61-year-old Susan Braig from Altadena is a cancer survivor who takes old pharmaceutical pills and tablets and mounts them on costume jewelry to create colorful necklaces, pendants, earrings and tiaras. She then sells them to help pay off her medical debt.
Susan Braig was diagnosed with breast cancer in 2004. “I bought my first round of medicine and it cost $500 out of my own pocket," she said. "I looked at the drugstore receipt and then at the little pills and wondered if they were precious gems."
But the idea for pill jewelry didn’t came until 2007 when Braig participated in a medical-themed art exhibition and performance event organized by the NewTown Pasadena Foundation. She decided to create a mock Tiffany & Co. jewelry advertisement for the exhibition with different medications in place of diamonds, rubies and emeralds, but ended up constructing an actual princess' tiara encrusted with her leftover cancer meds, along with several other pieces. The show-goers' response prompted Braig to launch the line she now calls Designer Drug Jewelry.
Seven years after beginning treatment, Braig is now cancer-free, but she is still has unpaid medical bills. Braig’s drug jewelry that she creates from her expensive unused cancer-fighting pills and those donated by her friends helps to finance her. Her unique artwork sells from $15 to $150, and one of her most popular pieces is a pendant that features a Viagra pill in the middle.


— What to do —
Every entry below should be copied exactly, minus the pictures.

— Provided material —
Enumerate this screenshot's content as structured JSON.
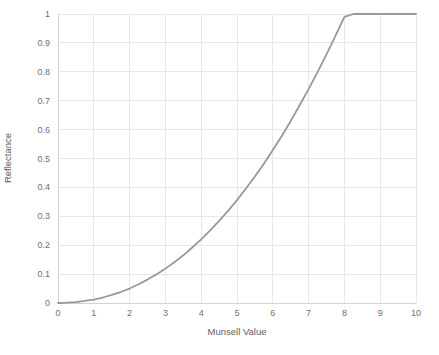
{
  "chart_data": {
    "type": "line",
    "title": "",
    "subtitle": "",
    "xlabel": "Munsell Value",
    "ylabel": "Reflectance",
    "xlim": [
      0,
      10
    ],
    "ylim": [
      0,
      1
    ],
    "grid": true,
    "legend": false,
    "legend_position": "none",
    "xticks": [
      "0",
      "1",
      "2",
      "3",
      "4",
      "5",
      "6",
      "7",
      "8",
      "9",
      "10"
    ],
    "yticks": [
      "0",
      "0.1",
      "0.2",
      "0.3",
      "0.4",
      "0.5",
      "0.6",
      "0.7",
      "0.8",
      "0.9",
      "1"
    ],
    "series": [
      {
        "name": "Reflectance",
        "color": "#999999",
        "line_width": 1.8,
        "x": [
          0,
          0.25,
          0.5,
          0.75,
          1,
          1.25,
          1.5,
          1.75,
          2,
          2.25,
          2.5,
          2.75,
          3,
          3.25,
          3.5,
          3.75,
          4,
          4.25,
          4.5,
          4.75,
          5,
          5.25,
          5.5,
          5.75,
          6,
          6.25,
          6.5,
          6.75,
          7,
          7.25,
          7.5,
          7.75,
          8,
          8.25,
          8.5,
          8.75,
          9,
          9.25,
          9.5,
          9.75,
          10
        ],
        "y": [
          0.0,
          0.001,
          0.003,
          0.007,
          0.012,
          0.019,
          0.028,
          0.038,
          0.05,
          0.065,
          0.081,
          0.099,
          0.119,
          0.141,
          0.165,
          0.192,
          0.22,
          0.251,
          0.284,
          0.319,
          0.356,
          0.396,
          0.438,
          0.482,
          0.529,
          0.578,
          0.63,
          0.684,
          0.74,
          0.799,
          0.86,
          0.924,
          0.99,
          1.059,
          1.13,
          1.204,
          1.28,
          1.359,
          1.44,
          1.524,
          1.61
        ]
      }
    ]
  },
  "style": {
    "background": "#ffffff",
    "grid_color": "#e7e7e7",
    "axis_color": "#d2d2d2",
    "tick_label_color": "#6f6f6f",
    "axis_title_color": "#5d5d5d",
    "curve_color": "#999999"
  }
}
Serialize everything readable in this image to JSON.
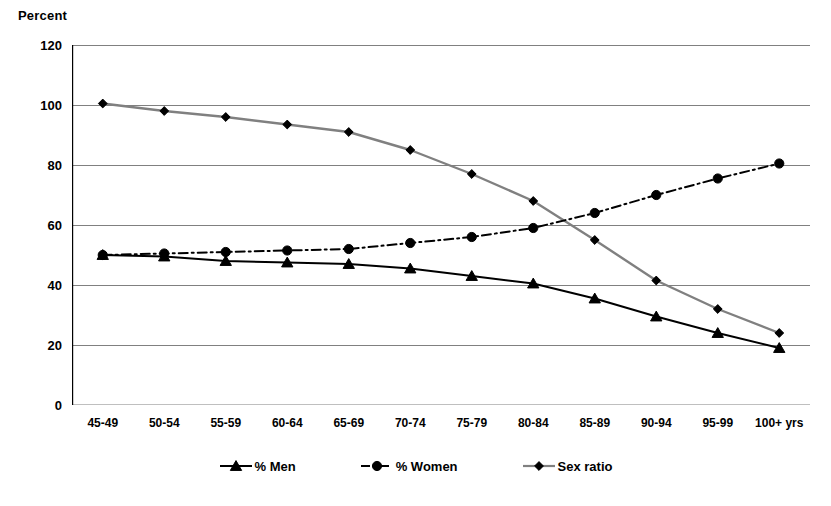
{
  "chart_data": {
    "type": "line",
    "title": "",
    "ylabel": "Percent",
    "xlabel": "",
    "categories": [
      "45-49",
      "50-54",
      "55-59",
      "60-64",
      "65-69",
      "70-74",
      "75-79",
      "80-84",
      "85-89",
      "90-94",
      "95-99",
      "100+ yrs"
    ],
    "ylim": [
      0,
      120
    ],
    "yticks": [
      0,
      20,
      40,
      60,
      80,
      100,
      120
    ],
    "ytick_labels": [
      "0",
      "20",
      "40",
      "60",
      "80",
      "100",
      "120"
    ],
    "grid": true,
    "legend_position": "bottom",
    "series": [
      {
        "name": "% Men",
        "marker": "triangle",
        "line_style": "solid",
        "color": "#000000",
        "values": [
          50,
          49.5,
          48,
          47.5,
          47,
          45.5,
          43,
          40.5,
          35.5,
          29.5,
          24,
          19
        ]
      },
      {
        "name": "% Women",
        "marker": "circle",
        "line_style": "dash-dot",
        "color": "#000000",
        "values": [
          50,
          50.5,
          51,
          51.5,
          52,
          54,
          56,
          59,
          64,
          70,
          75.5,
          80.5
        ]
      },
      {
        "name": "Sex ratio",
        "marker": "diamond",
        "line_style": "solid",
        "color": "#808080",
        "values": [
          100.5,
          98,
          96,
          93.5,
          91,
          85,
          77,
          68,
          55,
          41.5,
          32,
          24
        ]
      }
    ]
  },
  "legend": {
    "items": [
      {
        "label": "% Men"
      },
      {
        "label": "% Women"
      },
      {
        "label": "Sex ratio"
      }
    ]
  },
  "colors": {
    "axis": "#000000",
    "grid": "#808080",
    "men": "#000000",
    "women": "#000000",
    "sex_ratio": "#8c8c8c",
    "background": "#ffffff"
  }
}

— Reply —
Enumerate this screenshot's content as structured JSON.
{
  "chart_data": {
    "type": "line",
    "title": "",
    "subtitle": "",
    "xlabel": "Munsell Value",
    "ylabel": "Reflectance",
    "xlim": [
      0,
      10
    ],
    "ylim": [
      0,
      1
    ],
    "grid": true,
    "legend": false,
    "legend_position": "none",
    "xticks": [
      "0",
      "1",
      "2",
      "3",
      "4",
      "5",
      "6",
      "7",
      "8",
      "9",
      "10"
    ],
    "yticks": [
      "0",
      "0.1",
      "0.2",
      "0.3",
      "0.4",
      "0.5",
      "0.6",
      "0.7",
      "0.8",
      "0.9",
      "1"
    ],
    "series": [
      {
        "name": "Reflectance",
        "color": "#999999",
        "line_width": 1.8,
        "x": [
          0,
          0.25,
          0.5,
          0.75,
          1,
          1.25,
          1.5,
          1.75,
          2,
          2.25,
          2.5,
          2.75,
          3,
          3.25,
          3.5,
          3.75,
          4,
          4.25,
          4.5,
          4.75,
          5,
          5.25,
          5.5,
          5.75,
          6,
          6.25,
          6.5,
          6.75,
          7,
          7.25,
          7.5,
          7.75,
          8,
          8.25,
          8.5,
          8.75,
          9,
          9.25,
          9.5,
          9.75,
          10
        ],
        "y": [
          0.0,
          0.001,
          0.003,
          0.007,
          0.012,
          0.019,
          0.028,
          0.038,
          0.05,
          0.065,
          0.081,
          0.099,
          0.119,
          0.141,
          0.165,
          0.192,
          0.22,
          0.251,
          0.284,
          0.319,
          0.356,
          0.396,
          0.438,
          0.482,
          0.529,
          0.578,
          0.63,
          0.684,
          0.74,
          0.799,
          0.86,
          0.924,
          0.99,
          1.059,
          1.13,
          1.204,
          1.28,
          1.359,
          1.44,
          1.524,
          1.61
        ]
      }
    ]
  },
  "style": {
    "background": "#ffffff",
    "grid_color": "#e7e7e7",
    "axis_color": "#d2d2d2",
    "tick_label_color": "#6f6f6f",
    "axis_title_color": "#5d5d5d",
    "curve_color": "#999999"
  }
}
Serialize everything readable in this image to JSON.
{
  "chart_data": {
    "type": "line",
    "title": "",
    "ylabel": "Percent",
    "xlabel": "",
    "categories": [
      "45-49",
      "50-54",
      "55-59",
      "60-64",
      "65-69",
      "70-74",
      "75-79",
      "80-84",
      "85-89",
      "90-94",
      "95-99",
      "100+ yrs"
    ],
    "ylim": [
      0,
      120
    ],
    "yticks": [
      0,
      20,
      40,
      60,
      80,
      100,
      120
    ],
    "ytick_labels": [
      "0",
      "20",
      "40",
      "60",
      "80",
      "100",
      "120"
    ],
    "grid": true,
    "legend_position": "bottom",
    "series": [
      {
        "name": "% Men",
        "marker": "triangle",
        "line_style": "solid",
        "color": "#000000",
        "values": [
          50,
          49.5,
          48,
          47.5,
          47,
          45.5,
          43,
          40.5,
          35.5,
          29.5,
          24,
          19
        ]
      },
      {
        "name": "% Women",
        "marker": "circle",
        "line_style": "dash-dot",
        "color": "#000000",
        "values": [
          50,
          50.5,
          51,
          51.5,
          52,
          54,
          56,
          59,
          64,
          70,
          75.5,
          80.5
        ]
      },
      {
        "name": "Sex ratio",
        "marker": "diamond",
        "line_style": "solid",
        "color": "#808080",
        "values": [
          100.5,
          98,
          96,
          93.5,
          91,
          85,
          77,
          68,
          55,
          41.5,
          32,
          24
        ]
      }
    ]
  },
  "legend": {
    "items": [
      {
        "label": "% Men"
      },
      {
        "label": "% Women"
      },
      {
        "label": "Sex ratio"
      }
    ]
  },
  "colors": {
    "axis": "#000000",
    "grid": "#808080",
    "men": "#000000",
    "women": "#000000",
    "sex_ratio": "#8c8c8c",
    "background": "#ffffff"
  }
}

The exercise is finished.